Fears that a battered global economic economy has never quite reached a sustained level of recovery have begotten new anxieties about the risk of deflation — a self-reinforcing spiral that drives down investment, spending, lending and employment.
Japan has been a case study of this kind of an economic straitjacket — at least until its recent aggressive monetary easing and stimulus policies known as 'Abenomics,' which only recently lifted the Asian nation into mild inflationary territory.
Many commentators, noting a disinflationary trend — where the price level continually decelerates toward zero — have suggested that monetary authorities and economic policymakers need to maintain easy money policies to thwart this danger.
The American Enterprise Institute's John Makin has repeatedly made this case, and PIMCO bond manager Bill Gross called deflation the "whisper word" among economic policymakers at Davos.
Entering the fray with a dissenting view comes Bank of America chief economist Mickey Levy, who, writing on policy research site Vox, warns that broad assessments about deflation are misleading, and can lead to misguideded policies.
Levy notes the coincidence that the United States, Europe and Japan have presently converged around a very low inflation rate of around 1%, but stresses the importance of understanding just how different is the situation of these three economic powers.
All three have different stories that belie the assumption common to popular commentary that deflation is harmful and must be aggressively combated.
Yes, the U.S. has been experiencing disinflation — the core personal consumption expenditures index, for example, has fallen to 1.2% from 1.8% in the previous year.
Yet "far too little attention has been paid to the fact that the vast majority of the U.S.'s recent disinflation has resulted from technological innovations that raise economic performance and potential," Levy writes. "This is very different from disinflation/deflation associated with insufficient aggregate demand."
The Bank of America economist describes a largely positive picture of the U.S. economy, where second-half 2013 GDP grew at an annualized rate of above 5%, significantly higher than the previous year's 3.1%. Together with an improving job market and rising home prices, Levy puts the probability of deflation in the U.S. at "near zero."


WHAT IS NEEDED: Omit every picture, then return each line of the data below exactly.

^^^^^^^^

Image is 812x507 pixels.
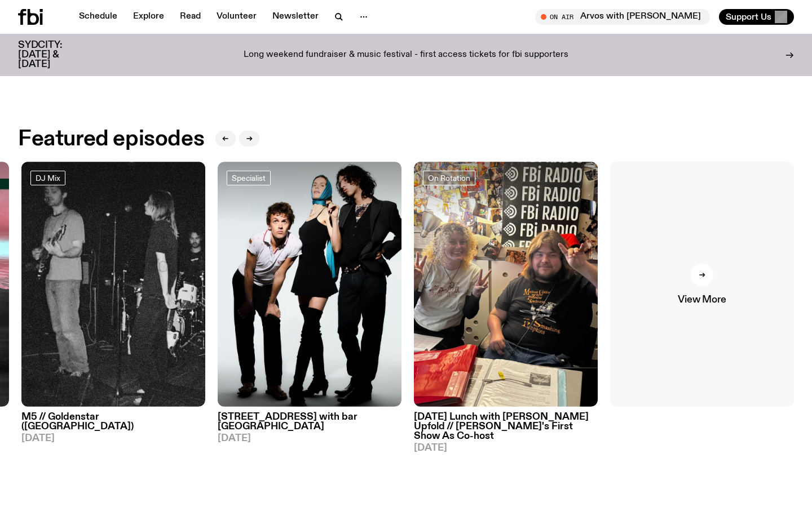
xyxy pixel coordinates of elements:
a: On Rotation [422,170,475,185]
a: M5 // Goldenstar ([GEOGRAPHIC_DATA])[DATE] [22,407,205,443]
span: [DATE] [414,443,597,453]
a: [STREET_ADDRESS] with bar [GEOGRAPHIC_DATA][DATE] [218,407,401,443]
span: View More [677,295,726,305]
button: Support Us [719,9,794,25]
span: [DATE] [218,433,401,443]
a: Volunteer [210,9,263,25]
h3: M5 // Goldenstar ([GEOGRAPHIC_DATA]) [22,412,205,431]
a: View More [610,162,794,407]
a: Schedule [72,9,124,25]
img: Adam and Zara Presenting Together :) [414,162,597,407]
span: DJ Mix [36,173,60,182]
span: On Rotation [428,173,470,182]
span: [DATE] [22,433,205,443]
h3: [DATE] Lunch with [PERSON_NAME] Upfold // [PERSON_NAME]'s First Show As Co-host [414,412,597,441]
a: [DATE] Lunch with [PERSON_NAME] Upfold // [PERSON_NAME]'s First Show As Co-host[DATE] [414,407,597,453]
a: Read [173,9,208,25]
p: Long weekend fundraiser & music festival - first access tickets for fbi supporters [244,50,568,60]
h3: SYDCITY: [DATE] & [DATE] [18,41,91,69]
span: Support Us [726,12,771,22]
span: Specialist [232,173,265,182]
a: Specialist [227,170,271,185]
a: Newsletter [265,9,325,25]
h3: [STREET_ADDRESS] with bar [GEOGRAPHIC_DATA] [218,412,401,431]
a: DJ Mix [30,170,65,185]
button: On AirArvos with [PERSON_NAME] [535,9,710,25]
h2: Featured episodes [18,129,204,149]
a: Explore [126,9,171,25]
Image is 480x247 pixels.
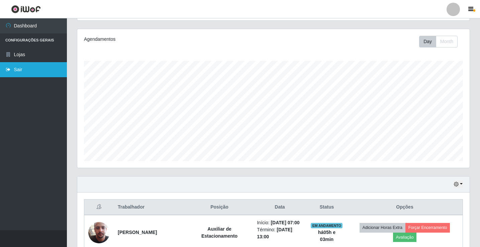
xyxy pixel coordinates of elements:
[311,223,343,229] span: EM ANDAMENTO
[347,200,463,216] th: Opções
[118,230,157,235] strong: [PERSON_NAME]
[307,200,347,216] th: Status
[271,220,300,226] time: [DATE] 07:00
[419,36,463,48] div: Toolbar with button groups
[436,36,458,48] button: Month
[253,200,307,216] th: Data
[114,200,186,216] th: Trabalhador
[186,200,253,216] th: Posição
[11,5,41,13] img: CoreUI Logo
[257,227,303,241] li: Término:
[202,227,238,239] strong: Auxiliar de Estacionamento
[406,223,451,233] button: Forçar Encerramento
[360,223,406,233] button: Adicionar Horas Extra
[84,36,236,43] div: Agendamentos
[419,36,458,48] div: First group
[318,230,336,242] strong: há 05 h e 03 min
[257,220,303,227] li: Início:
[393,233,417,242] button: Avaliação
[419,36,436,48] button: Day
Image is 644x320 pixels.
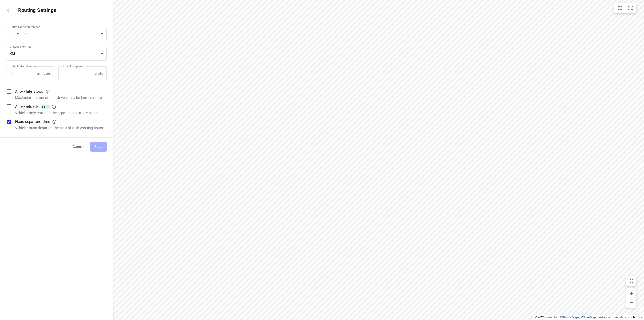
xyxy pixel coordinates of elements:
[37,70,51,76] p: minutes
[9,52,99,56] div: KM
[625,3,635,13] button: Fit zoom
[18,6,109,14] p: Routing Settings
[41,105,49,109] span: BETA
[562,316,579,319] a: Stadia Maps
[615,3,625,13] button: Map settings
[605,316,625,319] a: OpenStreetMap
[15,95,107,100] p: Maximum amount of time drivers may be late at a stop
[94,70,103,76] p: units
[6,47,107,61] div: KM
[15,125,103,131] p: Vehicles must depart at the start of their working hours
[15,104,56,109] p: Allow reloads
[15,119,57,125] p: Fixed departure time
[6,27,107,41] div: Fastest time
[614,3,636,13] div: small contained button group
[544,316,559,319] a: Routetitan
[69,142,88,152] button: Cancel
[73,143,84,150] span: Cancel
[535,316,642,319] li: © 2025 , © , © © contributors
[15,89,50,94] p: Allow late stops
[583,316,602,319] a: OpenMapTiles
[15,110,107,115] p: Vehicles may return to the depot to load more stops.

^^^^^^^^

SOLUTION:
Image is 812x507 pixels.
xyxy pixel coordinates of elements:
a: On Rotation [422,170,475,185]
a: M5 // Goldenstar ([GEOGRAPHIC_DATA])[DATE] [22,407,205,443]
span: [DATE] [414,443,597,453]
a: [STREET_ADDRESS] with bar [GEOGRAPHIC_DATA][DATE] [218,407,401,443]
span: View More [677,295,726,305]
button: Support Us [719,9,794,25]
span: [DATE] [218,433,401,443]
a: Volunteer [210,9,263,25]
h3: M5 // Goldenstar ([GEOGRAPHIC_DATA]) [22,412,205,431]
a: View More [610,162,794,407]
a: Schedule [72,9,124,25]
img: Adam and Zara Presenting Together :) [414,162,597,407]
span: DJ Mix [36,173,60,182]
span: On Rotation [428,173,470,182]
span: [DATE] [22,433,205,443]
h3: [DATE] Lunch with [PERSON_NAME] Upfold // [PERSON_NAME]'s First Show As Co-host [414,412,597,441]
a: [DATE] Lunch with [PERSON_NAME] Upfold // [PERSON_NAME]'s First Show As Co-host[DATE] [414,407,597,453]
a: Read [173,9,208,25]
p: Long weekend fundraiser & music festival - first access tickets for fbi supporters [244,50,568,60]
h3: SYDCITY: [DATE] & [DATE] [18,41,91,69]
span: Support Us [726,12,771,22]
span: Specialist [232,173,265,182]
a: Specialist [227,170,271,185]
a: Newsletter [265,9,325,25]
h3: [STREET_ADDRESS] with bar [GEOGRAPHIC_DATA] [218,412,401,431]
a: DJ Mix [30,170,65,185]
button: On AirArvos with [PERSON_NAME] [535,9,710,25]
h2: Featured episodes [18,129,204,149]
a: Explore [126,9,171,25]
Image is 480x247 pixels.
xyxy pixel coordinates of elements:
[311,223,343,229] span: EM ANDAMENTO
[347,200,463,216] th: Opções
[118,230,157,235] strong: [PERSON_NAME]
[307,200,347,216] th: Status
[271,220,300,226] time: [DATE] 07:00
[419,36,463,48] div: Toolbar with button groups
[436,36,458,48] button: Month
[253,200,307,216] th: Data
[114,200,186,216] th: Trabalhador
[186,200,253,216] th: Posição
[11,5,41,13] img: CoreUI Logo
[257,227,303,241] li: Término:
[202,227,238,239] strong: Auxiliar de Estacionamento
[406,223,451,233] button: Forçar Encerramento
[360,223,406,233] button: Adicionar Horas Extra
[84,36,236,43] div: Agendamentos
[419,36,458,48] div: First group
[318,230,336,242] strong: há 05 h e 03 min
[257,220,303,227] li: Início:
[393,233,417,242] button: Avaliação
[419,36,436,48] button: Day
Image is 644x320 pixels.
xyxy pixel coordinates of elements:
[37,70,51,76] p: minutes
[9,52,99,56] div: KM
[625,3,635,13] button: Fit zoom
[18,6,109,14] p: Routing Settings
[41,105,49,109] span: BETA
[562,316,579,319] a: Stadia Maps
[615,3,625,13] button: Map settings
[605,316,625,319] a: OpenStreetMap
[15,95,107,100] p: Maximum amount of time drivers may be late at a stop
[94,70,103,76] p: units
[6,47,107,61] div: KM
[15,125,103,131] p: Vehicles must depart at the start of their working hours
[15,104,56,109] p: Allow reloads
[15,119,57,125] p: Fixed departure time
[6,27,107,41] div: Fastest time
[614,3,636,13] div: small contained button group
[544,316,559,319] a: Routetitan
[69,142,88,152] button: Cancel
[73,143,84,150] span: Cancel
[535,316,642,319] li: © 2025 , © , © © contributors
[15,89,50,94] p: Allow late stops
[583,316,602,319] a: OpenMapTiles
[15,110,107,115] p: Vehicles may return to the depot to load more stops.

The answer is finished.